You can use custom certificates from an enterprise or third-party CA. The first step is requesting the certificates from the CA and importing the root certificates into VECS.

Prerequisites

The certificate must meet the following requirements:

  • Key size: 2048 bits or more (PEM encoded)
  • PEM format. VMware supports PKCS8 and PKCS1 (RSA keys). When keys are added to VECS, they are converted to PKCS8.
  • x509 version 3
  • For root certificates, the CA extension must be set to true, and the cert sign must be in the list of requirements.
  • SubjectAltName must contain DNS Name=<machine_FQDN>.
  • CRT format
  • Contains the following Key Usages: Digital Signature, Key Encipherment
  • Start time of one day before the current time.
  • CN (and SubjectAltName) set to the host name (or IP address) that the ESXi host has in the vCenter Server inventory.

Procedure

  1. Send CSRs for the following certificates to your enterprise or third-party certificate provider.
    • A machine SSL certificate for each machine. For the machine SSL certificate, the SubjectAltName field must contain the fully qualified domain name (DNS NAME=machine_FQDN)
    • Optionally, four solution user certificates for each embedded system or management node. Solution user certificates should not include IP address, host name, or email address. Each certificate must have a different certificate Subject.
    • Optionally, a machine solution user certificate for external Platform Services Controller instances. This certificate differs from the machine SSL certificate for the Platform Services Controller.

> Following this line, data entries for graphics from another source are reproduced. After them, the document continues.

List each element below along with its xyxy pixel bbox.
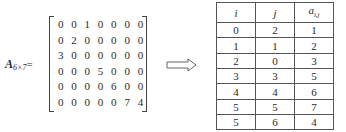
table-row: 021 bbox=[217, 23, 334, 38]
matrix-cell: 0 bbox=[54, 17, 67, 33]
matrix-cell: 3 bbox=[54, 48, 67, 64]
matrix-dims: 6×7 bbox=[13, 63, 26, 72]
matrix-name: A bbox=[5, 57, 13, 71]
matrix-cell: 0 bbox=[120, 64, 133, 80]
matrix-cell: 0 bbox=[94, 95, 107, 111]
cell-i: 2 bbox=[217, 53, 256, 68]
matrix-cell: 0 bbox=[81, 33, 94, 49]
matrix-cell: 4 bbox=[134, 95, 147, 111]
matrix-cell: 0 bbox=[134, 17, 147, 33]
equals-sign: = bbox=[26, 58, 32, 70]
header-a: ai,j bbox=[295, 3, 334, 23]
matrix-cell: 0 bbox=[67, 79, 80, 95]
matrix-cell: 0 bbox=[134, 64, 147, 80]
cell-value: 1 bbox=[295, 23, 334, 38]
cell-i: 5 bbox=[217, 99, 256, 114]
matrix-cell: 0 bbox=[67, 95, 80, 111]
table-row: 446 bbox=[217, 84, 334, 99]
matrix-cell: 0 bbox=[134, 48, 147, 64]
table-row: 335 bbox=[217, 69, 334, 84]
table-row: 557 bbox=[217, 99, 334, 114]
matrix-cell: 0 bbox=[81, 64, 94, 80]
cell-j: 6 bbox=[256, 114, 295, 129]
matrix-cell: 0 bbox=[120, 33, 133, 49]
matrix-cell: 0 bbox=[107, 17, 120, 33]
matrix-cell: 0 bbox=[120, 17, 133, 33]
matrix-cell: 0 bbox=[67, 48, 80, 64]
matrix-grid: 0010000020000030000000005000000060000000… bbox=[54, 17, 147, 110]
matrix-cell: 0 bbox=[94, 48, 107, 64]
cell-j: 1 bbox=[256, 38, 295, 53]
matrix-cell: 0 bbox=[54, 95, 67, 111]
cell-value: 6 bbox=[295, 84, 334, 99]
table-body: 021112203335446557564 bbox=[217, 23, 334, 130]
cell-value: 7 bbox=[295, 99, 334, 114]
table-header-row: i j ai,j bbox=[217, 3, 334, 23]
matrix-cell: 7 bbox=[120, 95, 133, 111]
matrix-cell: 1 bbox=[81, 17, 94, 33]
matrix-cell: 0 bbox=[94, 17, 107, 33]
cell-j: 0 bbox=[256, 53, 295, 68]
cell-j: 3 bbox=[256, 69, 295, 84]
cell-i: 1 bbox=[217, 38, 256, 53]
matrix-cell: 0 bbox=[134, 33, 147, 49]
matrix-cell: 0 bbox=[54, 64, 67, 80]
table-row: 112 bbox=[217, 38, 334, 53]
triplet-table: i j ai,j 021112203335446557564 bbox=[216, 2, 334, 130]
table-row: 564 bbox=[217, 114, 334, 129]
matrix-cell: 0 bbox=[107, 48, 120, 64]
matrix-cell: 0 bbox=[107, 95, 120, 111]
cell-j: 5 bbox=[256, 99, 295, 114]
cell-i: 4 bbox=[217, 84, 256, 99]
cell-value: 5 bbox=[295, 69, 334, 84]
double-right-arrow-icon bbox=[166, 58, 198, 72]
cell-j: 4 bbox=[256, 84, 295, 99]
matrix-cell: 0 bbox=[67, 17, 80, 33]
matrix-cell: 2 bbox=[67, 33, 80, 49]
cell-value: 2 bbox=[295, 38, 334, 53]
matrix-cell: 0 bbox=[94, 79, 107, 95]
cell-value: 3 bbox=[295, 53, 334, 68]
table-row: 203 bbox=[217, 53, 334, 68]
cell-j: 2 bbox=[256, 23, 295, 38]
matrix-cell: 0 bbox=[81, 95, 94, 111]
matrix-cell: 0 bbox=[54, 33, 67, 49]
header-j: j bbox=[256, 3, 295, 23]
matrix-label: A6×7= bbox=[5, 57, 33, 72]
matrix-cell: 0 bbox=[81, 79, 94, 95]
header-i: i bbox=[217, 3, 256, 23]
cell-i: 0 bbox=[217, 23, 256, 38]
matrix-cell: 5 bbox=[94, 64, 107, 80]
matrix-cell: 0 bbox=[120, 48, 133, 64]
matrix-cell: 6 bbox=[107, 79, 120, 95]
cell-i: 3 bbox=[217, 69, 256, 84]
sparse-matrix: 0010000020000030000000005000000060000000… bbox=[49, 16, 147, 112]
matrix-cell: 0 bbox=[107, 33, 120, 49]
matrix-cell: 0 bbox=[94, 33, 107, 49]
matrix-cell: 0 bbox=[107, 64, 120, 80]
cell-i: 5 bbox=[217, 114, 256, 129]
matrix-cell: 0 bbox=[54, 79, 67, 95]
matrix-cell: 0 bbox=[134, 79, 147, 95]
matrix-cell: 0 bbox=[120, 79, 133, 95]
matrix-cell: 0 bbox=[67, 64, 80, 80]
header-a-subscript: i,j bbox=[314, 11, 320, 19]
cell-value: 4 bbox=[295, 114, 334, 129]
matrix-cell: 0 bbox=[81, 48, 94, 64]
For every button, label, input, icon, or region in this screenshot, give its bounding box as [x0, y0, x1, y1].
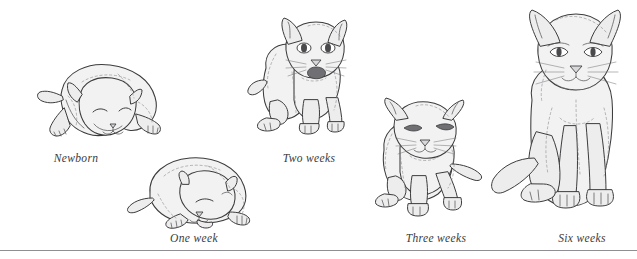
caption-six-weeks: Six weeks	[528, 232, 636, 244]
illustration-page: Newborn	[0, 0, 637, 259]
caption-two-weeks: Two weeks	[255, 152, 363, 164]
caption-three-weeks: Three weeks	[378, 232, 494, 244]
figure-one-week	[118, 150, 270, 232]
caption-newborn: Newborn	[22, 152, 130, 164]
figure-two-weeks	[246, 14, 364, 142]
figure-three-weeks	[366, 92, 488, 222]
figure-six-weeks	[490, 8, 636, 228]
caption-one-week: One week	[140, 232, 248, 244]
page-divider-rule	[0, 250, 637, 251]
figure-newborn	[22, 52, 174, 150]
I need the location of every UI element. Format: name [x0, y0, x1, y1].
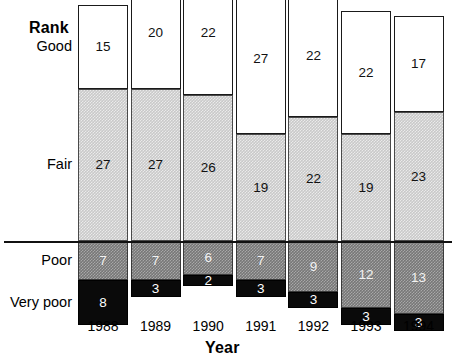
segment-value-label: 19 — [253, 181, 268, 195]
segment-value-label: 13 — [411, 271, 426, 285]
segment-value-label: 26 — [201, 161, 216, 175]
bar-segment-1990-fair[interactable]: 26 — [183, 95, 233, 241]
segment-value-label: 6 — [204, 251, 212, 265]
bar-segment-1991-good[interactable]: 27 — [236, 0, 286, 134]
bar-segment-1988-good[interactable]: 15 — [78, 5, 128, 89]
segment-value-label: 3 — [152, 282, 160, 296]
reference-line — [4, 241, 452, 243]
segment-value-label: 22 — [358, 66, 373, 80]
segment-value-label: 3 — [310, 293, 318, 307]
segment-value-label: 15 — [95, 40, 110, 54]
segment-value-label: 17 — [411, 57, 426, 71]
segment-value-label: 19 — [358, 181, 373, 195]
bar-segment-1991-fair[interactable]: 19 — [236, 134, 286, 241]
bar-segment-1989-good[interactable]: 20 — [131, 0, 181, 89]
bar-1989[interactable]: 202773 — [131, 0, 181, 363]
segment-value-label: 27 — [148, 158, 163, 172]
bar-segment-1992-fair[interactable]: 22 — [288, 117, 338, 241]
bar-segment-1993-poor[interactable]: 12 — [341, 241, 391, 308]
bar-1988[interactable]: 152778 — [78, 0, 128, 363]
segment-value-label: 3 — [257, 282, 265, 296]
bar-segment-1990-good[interactable]: 22 — [183, 0, 233, 95]
segment-value-label: 22 — [201, 26, 216, 40]
plot-area: 1527782027732226622719732222932219123172… — [0, 0, 455, 363]
stacked-bar-chart: Rank Year GoodFairPoorVery poor 15277820… — [0, 0, 455, 363]
bar-segment-1991-poor[interactable]: 7 — [236, 241, 286, 280]
bar-segment-1988-poor[interactable]: 7 — [78, 241, 128, 280]
bar-segment-1990-poor[interactable]: 6 — [183, 241, 233, 275]
bar-segment-1989-poor[interactable]: 7 — [131, 241, 181, 280]
bar-1990[interactable]: 222662 — [183, 0, 233, 363]
segment-value-label: 12 — [358, 268, 373, 282]
segment-value-label: 8 — [99, 296, 107, 310]
segment-value-label: 9 — [310, 260, 318, 274]
x-tick-1994: 1994 — [388, 318, 450, 334]
bar-1992[interactable]: 222293 — [288, 0, 338, 363]
bar-1991[interactable]: 271973 — [236, 0, 286, 363]
bar-segment-1993-good[interactable]: 22 — [341, 11, 391, 135]
bar-segment-1994-poor[interactable]: 13 — [394, 241, 444, 314]
segment-value-label: 20 — [148, 26, 163, 40]
bar-1994[interactable]: 1723133 — [394, 0, 444, 363]
bar-segment-1994-good[interactable]: 17 — [394, 16, 444, 112]
bar-segment-1992-good[interactable]: 22 — [288, 0, 338, 117]
segment-value-label: 23 — [411, 170, 426, 184]
segment-value-label: 22 — [306, 172, 321, 186]
segment-value-label: 27 — [95, 158, 110, 172]
bar-segment-1989-very-poor[interactable]: 3 — [131, 280, 181, 297]
bar-segment-1989-fair[interactable]: 27 — [131, 89, 181, 241]
bar-1993[interactable]: 2219123 — [341, 0, 391, 363]
bar-segment-1991-very-poor[interactable]: 3 — [236, 280, 286, 297]
bar-segment-1992-very-poor[interactable]: 3 — [288, 292, 338, 309]
segment-value-label: 2 — [204, 274, 212, 288]
bar-segment-1990-very-poor[interactable]: 2 — [183, 275, 233, 286]
bar-segment-1992-poor[interactable]: 9 — [288, 241, 338, 292]
bar-segment-1993-fair[interactable]: 19 — [341, 134, 391, 241]
bar-segment-1988-fair[interactable]: 27 — [78, 89, 128, 241]
segment-value-label: 7 — [152, 254, 160, 268]
segment-value-label: 22 — [306, 49, 321, 63]
segment-value-label: 27 — [253, 52, 268, 66]
segment-value-label: 7 — [257, 254, 265, 268]
bar-segment-1994-fair[interactable]: 23 — [394, 112, 444, 241]
segment-value-label: 7 — [99, 254, 107, 268]
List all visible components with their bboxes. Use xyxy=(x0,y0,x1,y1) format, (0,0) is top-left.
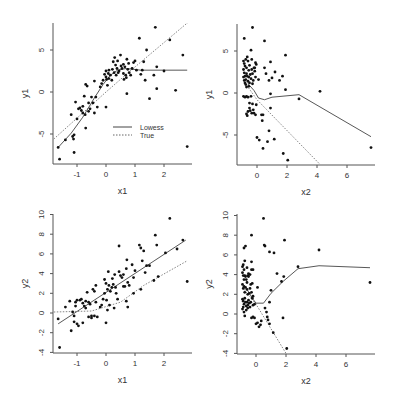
data-point xyxy=(96,106,99,109)
data-point xyxy=(127,62,130,65)
data-point xyxy=(142,60,145,63)
y-tick-label: 10 xyxy=(221,211,230,220)
data-point xyxy=(84,127,87,130)
data-point xyxy=(252,268,255,271)
data-point xyxy=(125,267,128,270)
data-point xyxy=(253,317,256,320)
data-point xyxy=(282,152,285,155)
data-point xyxy=(243,62,246,65)
data-point xyxy=(141,259,144,262)
data-point xyxy=(92,102,95,105)
data-point xyxy=(265,311,268,314)
data-point xyxy=(80,109,83,112)
data-point xyxy=(115,292,118,295)
data-point xyxy=(253,66,256,69)
data-point xyxy=(109,290,112,293)
true-curve xyxy=(245,83,320,164)
panel-y1-vs-x2: 0246-505x2y1 xyxy=(204,24,375,197)
data-point xyxy=(247,299,250,302)
x-axis-label: x1 xyxy=(118,186,128,196)
data-point xyxy=(109,74,112,77)
data-point xyxy=(90,317,93,320)
data-point xyxy=(174,89,177,92)
x-tick-label: 6 xyxy=(344,360,349,369)
data-point xyxy=(71,311,74,314)
data-point xyxy=(77,324,80,327)
data-point xyxy=(131,263,134,266)
y-axis-label: y1 xyxy=(20,89,30,99)
data-point xyxy=(90,96,93,99)
data-point xyxy=(73,133,76,136)
data-point xyxy=(251,282,254,285)
data-point xyxy=(122,273,125,276)
figure: -1012-505x1y1 0246-505x2y1 -1012-4-20246… xyxy=(0,0,396,407)
y-axis-label: y2 xyxy=(204,279,214,289)
data-point xyxy=(105,321,108,324)
data-point xyxy=(181,54,184,57)
data-point xyxy=(134,60,137,63)
data-point xyxy=(244,83,247,86)
data-point xyxy=(100,82,103,85)
data-point xyxy=(113,71,116,74)
data-point xyxy=(272,331,275,334)
data-point xyxy=(259,323,262,326)
data-point xyxy=(93,112,96,115)
y-tick-label: 8 xyxy=(37,231,46,236)
data-point xyxy=(106,309,109,312)
legend: Lowess True xyxy=(113,124,164,139)
y-tick-label: 4 xyxy=(37,271,46,276)
data-point xyxy=(268,251,271,254)
data-point xyxy=(107,270,110,273)
data-point xyxy=(154,26,157,29)
data-point xyxy=(135,69,138,72)
data-point xyxy=(125,92,128,95)
data-point xyxy=(176,248,179,251)
data-point xyxy=(243,315,246,318)
data-point xyxy=(72,138,75,141)
data-point xyxy=(144,79,147,82)
data-point xyxy=(106,84,109,87)
data-point xyxy=(125,76,128,79)
data-point xyxy=(108,284,111,287)
data-point xyxy=(250,291,253,294)
data-point xyxy=(246,114,249,117)
data-point xyxy=(81,112,84,115)
data-point xyxy=(270,289,273,292)
data-point xyxy=(132,292,135,295)
y-axis-label: y2 xyxy=(20,279,30,289)
data-point xyxy=(281,75,284,78)
data-point xyxy=(246,55,249,58)
data-point xyxy=(248,82,251,85)
data-point xyxy=(285,347,288,350)
x-tick-label: 4 xyxy=(314,360,319,369)
data-point xyxy=(247,85,250,88)
data-point xyxy=(120,65,123,68)
data-point xyxy=(113,56,116,59)
data-point xyxy=(100,304,103,307)
scatterplot-matrix: -1012-505x1y1 0246-505x2y1 -1012-4-20246… xyxy=(0,0,396,407)
data-point xyxy=(245,66,248,69)
data-point xyxy=(93,290,96,293)
data-point xyxy=(265,72,268,75)
data-point xyxy=(87,102,90,105)
data-point xyxy=(145,264,148,267)
data-point xyxy=(243,311,246,314)
lowess-curve xyxy=(248,84,371,137)
data-point xyxy=(105,282,108,285)
data-point xyxy=(268,79,271,82)
data-point xyxy=(64,138,67,141)
data-point xyxy=(155,244,158,247)
data-point xyxy=(261,119,264,122)
x-axis-label: x1 xyxy=(118,375,128,385)
data-point xyxy=(255,103,258,106)
data-point xyxy=(123,78,126,81)
data-point xyxy=(247,96,250,99)
data-point xyxy=(243,268,246,271)
data-point xyxy=(152,279,155,282)
data-point xyxy=(263,244,266,247)
data-point xyxy=(249,273,252,276)
lowess-curve xyxy=(247,266,370,303)
data-point xyxy=(164,252,167,255)
data-point xyxy=(111,68,114,71)
data-point xyxy=(102,298,105,301)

    Typically, the result is a PEM file for the trusted chain, plus the signed SSL certificates for each Platform Services Controller or management node.

  2. List the TRUSTED_ROOTS and machine SSL stores.
    vecs-cli store list 
    
    1. Ensure that the current root certificate and all machine SSL certificates are signed by VMCA.
    2. Note down the Serial number, issuer, and Subject CN fields.
    3. (Optional) With a Web browser, open a HTTPS connection to a node where the certificate will be replaced, check the certificate information, and ensure that it matches the machine SSL certificate.
  3. Stop all services and start the services that handle certificate creation, propagation, and storage.
    The service names differ on Windows and the vCenter Server Appliance.
    Note: If your environment uses an external Platform Services Controller, you do not have to stop and start VMware Directory Service (vmdird) and VMware Certificate Authority (vmcad) on the vCenter Server node. Those services run on the Platform Services Controller.
    Windows
    service-control --stop --all
    service-control --start VMWareAfdService
    service-control --start VMWareDirectoryService
    service-control --start VMWareCertificateService
    
    vCenter Server Appliance
    service-control --stop --all
    service-control --start vmafdd
    service-control --start vmdird
    service-control --start vmcad
    
  4. Publish the custom root certificate.
    dir-cli trustedcert publish --cert <my_custom_root>
    If you do not specify a user name and password on the command line, you are prompted.
  5. Restart all services.
    service-control --start --all
    

What to do next

You can remove the original VMCA root certificate from the certificate store if company policy requires it. If you do, you have to refresh the vCenter Single Sign-On certificate. See Refresh the Security Token Service Certificate.